Why it matters: Homeowners who invested $10,000-15,000 in a home battery system expecting to earn revenue by selling stored energy back to the grid during peak hours discover they are locked out of wholesale market participation, so their payback period extends from 7 years to 12+ years. Longer payback periods make home batteries financially unattractive to the next wave of potential adopters, so residential storage deployment slows in the region that needs it most (New York City has some of the highest peak demand and most constrained transmission in the country). Slower residential storage deployment means New York must continue relying on aging peaker plants in environmental justice communities (many in the Bronx and Brooklyn), so low-income communities of color continue breathing disproportionate pollution. Meanwhile, the multi-year implementation timelines for Order 2222 across ISOs mean this is not just a New York problem -- residential DER market access is blocked or limited across most of the country, so the U.S. wastes the grid flexibility potential of millions of distributed batteries installed in homes nationwide.
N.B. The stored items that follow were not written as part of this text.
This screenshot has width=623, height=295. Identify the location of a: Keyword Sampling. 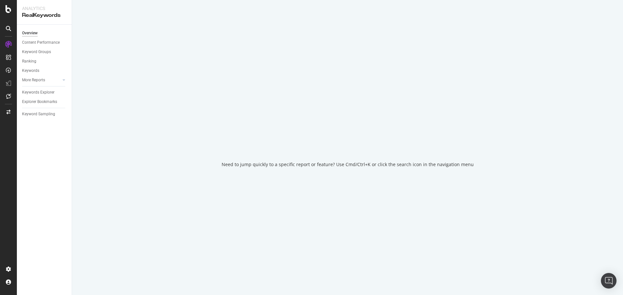
(44, 114).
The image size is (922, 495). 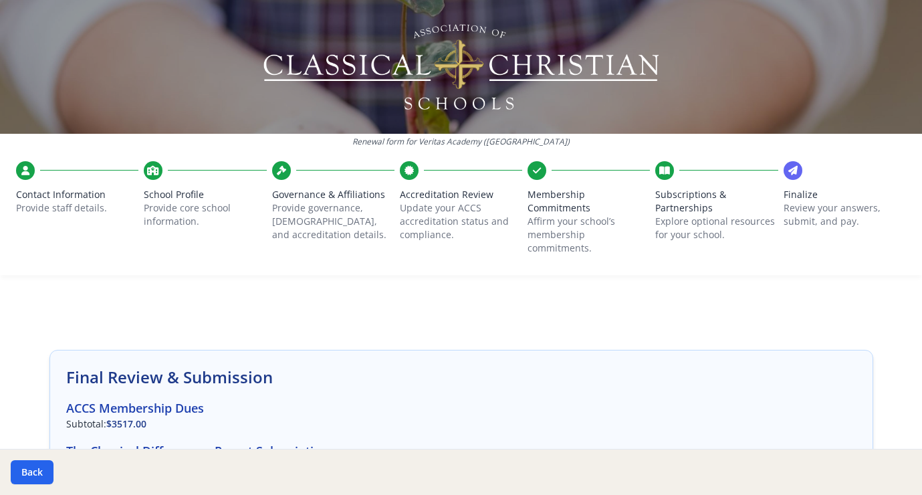 I want to click on span: Membership Commitments, so click(x=588, y=201).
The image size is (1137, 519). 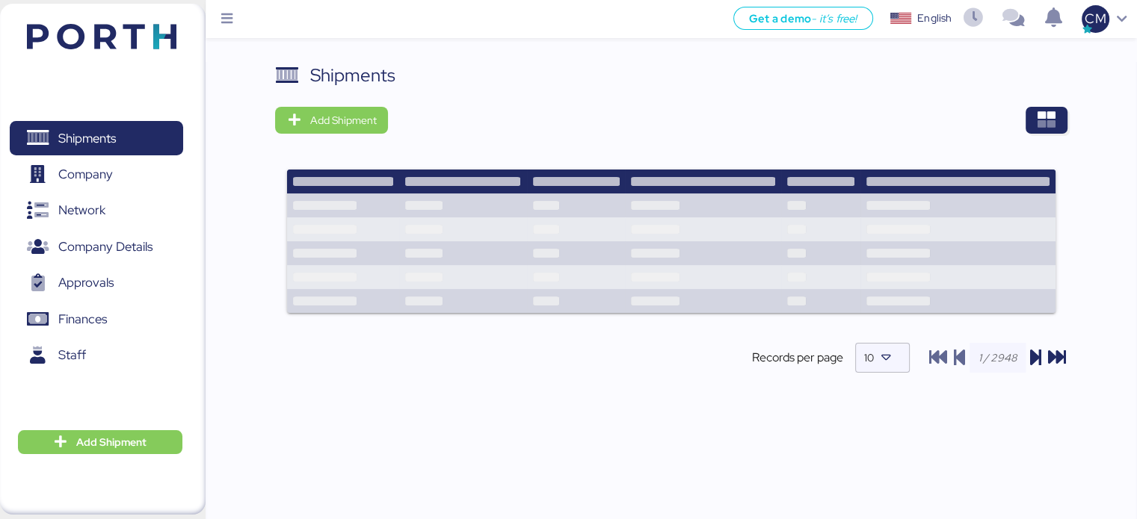 I want to click on span: Approvals, so click(x=86, y=283).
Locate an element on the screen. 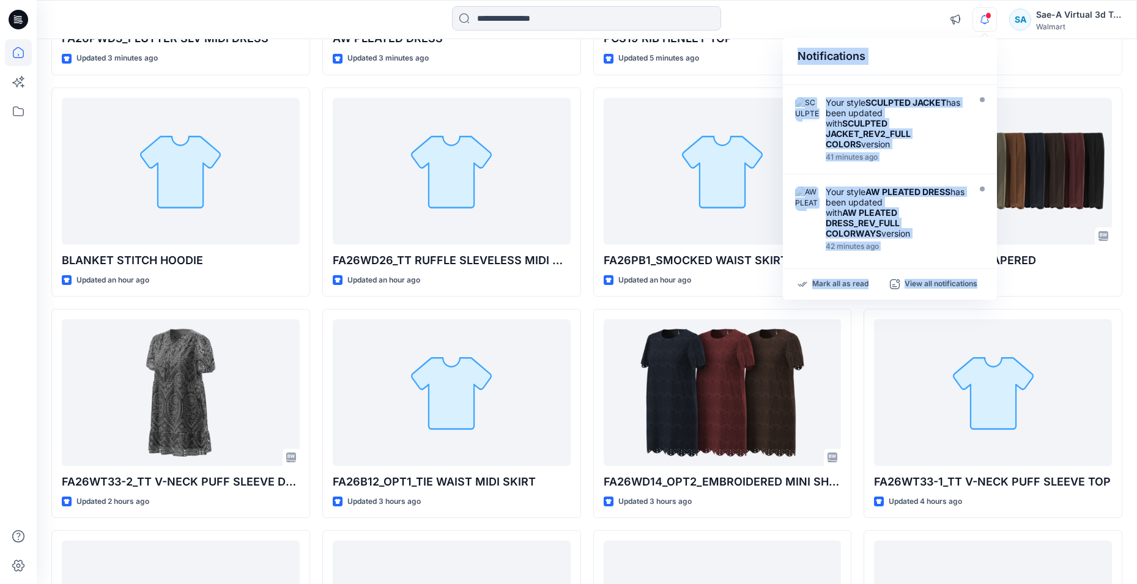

The structural root cause is that ISO/RTO market rules were written for large, centralized power plants with predictable output and dedicated metering. Accommodating thousands of small, variable, behind-the-meter resources requires fundamentally different telemetry, settlement, and dispatch systems that ISOs have been reluctant to build because it threatens the existing market structure and the incumbents who benefit from it.
Evidence
NYISO maintains a 10 kW minimum for individual DER participation in wholesale markets. FERC mandated NYISO resolve DER participation barriers by December 31, 2026. PJM pushed full Order 2222 implementation to February 2028. FERC Order 2222 was issued in September 2020 requiring all ISOs/RTOs to allow DER aggregations, but implementation has been delayed across every region. Tesla Powerwall is 13.5 kW (meets threshold) but Enphase IQ Battery 5P is 5 kW (does not). Typical residential battery installations range from 5-13.5 kW. Source: FERC, NYISO, NC Clean Energy Technology Center Q1 2025 VPP Policy Updates, DSIRE Insight.